Anecdotal evidence has encouraged the Northwell researchers. After speaking to Tracey, David Tuveson, director of the Cold Spring Harbor Laboratory Cancer Center, recommended famotidine to his 44-year-old sister, an engineer with New York City hospitals. She had tested positive for COVID-19 and developed a fever. Her lips became dark blue from hypoxia. She took her first megadose of oral famotidine on 28 March. The next morning, her fever broke and her oxygen saturation returned to a normal range. Five sick coworkers, including three with confirmed COVID-19, also showed dramatic improvements upon taking over-the-counter versions of the drug, according a spreadsheet of case histories Tuveson shared with Science. Many COVID-19 patients recover with simple symptom-relieving medications, but Tuveson credits the heartburn drug. “I would say that was a penicillin effect,” he says.

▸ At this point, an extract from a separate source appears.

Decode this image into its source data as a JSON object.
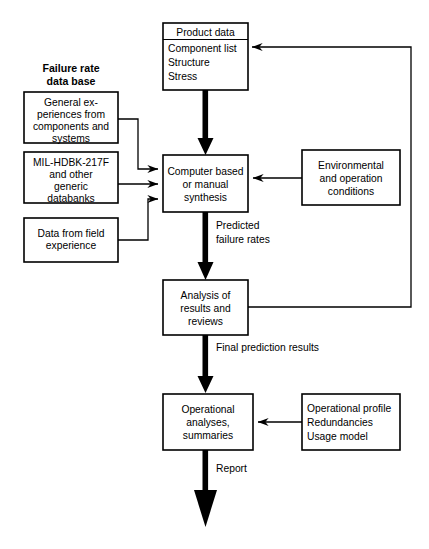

After an email chain about Tuveson’s experience spread widely among doctors, Timothy Wang, head of gastroenterology at Columbia University Medical Center, saw more hints of famotidine’s promise in his own retrospective review of records from 1620 hospitalized COVID-19 patients. Last week, he shared the results with Tracey and Callahan, and he added them as a co-authors on a paper now under review at Annals of Internal Medicine. All three researchers emphasize, though, that the real test is the trial now underway. “We still don’t know if it will work or not,” Tracey says.

Callahan has kept busy since his return from China. Kadlec deployed him on medical evacuation missions of Americans on two heavily infected cruise ships. Now back to doing patient rounds in Boston, he says the famotidine lead underscores the importance of science diplomacy in the face of an infectious disease that knows no borders. When it comes to experience with COVID-19, he says, “No amount of smart people at the [National Institutes of Health] or Harvard or Stanford can outclass an average doctor in Wuhan.”